(This perspective was first published in JAMA Network on August 5, 2020.)
On June 24, 2020, California Governor Gavin Newsom remarked on a disturbing phenomenon: health officers are “getting attacked, getting death threats, they’re being demeaned and demoralized.”1 At least 27 health officers in 13 states (including Nichole Quick of Orange County in southern California, Ohio Health Director Amy Acton, and West Virginia Health Officer Cathy Slemp) have resigned or been fired since the start of the coronavirus disease 2019 (COVID-19) pandemic.

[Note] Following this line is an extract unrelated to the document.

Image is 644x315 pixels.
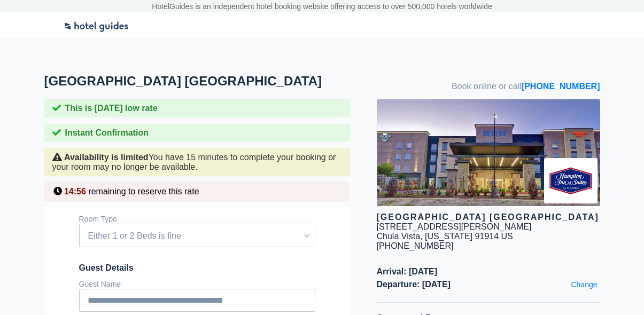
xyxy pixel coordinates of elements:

Across the US, health officers have been subject to doxing (publishing private information to facilitate harassment), angry and armed protesters at their personal residences, vandalism, and harassing telephone calls and social media posts, some threatening bodily harm and necessitating private security details.
(Continue reading the perspective on JAMA Network’s page here.)
Michelle Mello is part of Stanford Law School and Stanford Health Policy, Department of Medicine, Stanford University School of Medicine, Stanford, California.Jeremy A. Greene is with the Department of Health Policy and Management, Johns Hopkins Bloomberg School of Public Health, Baltimore, Maryland, and Joshua M. Sharfstein is with the Department of the History of Medicine, Johns Hopkins School of Medicine, Baltimore, Maryland.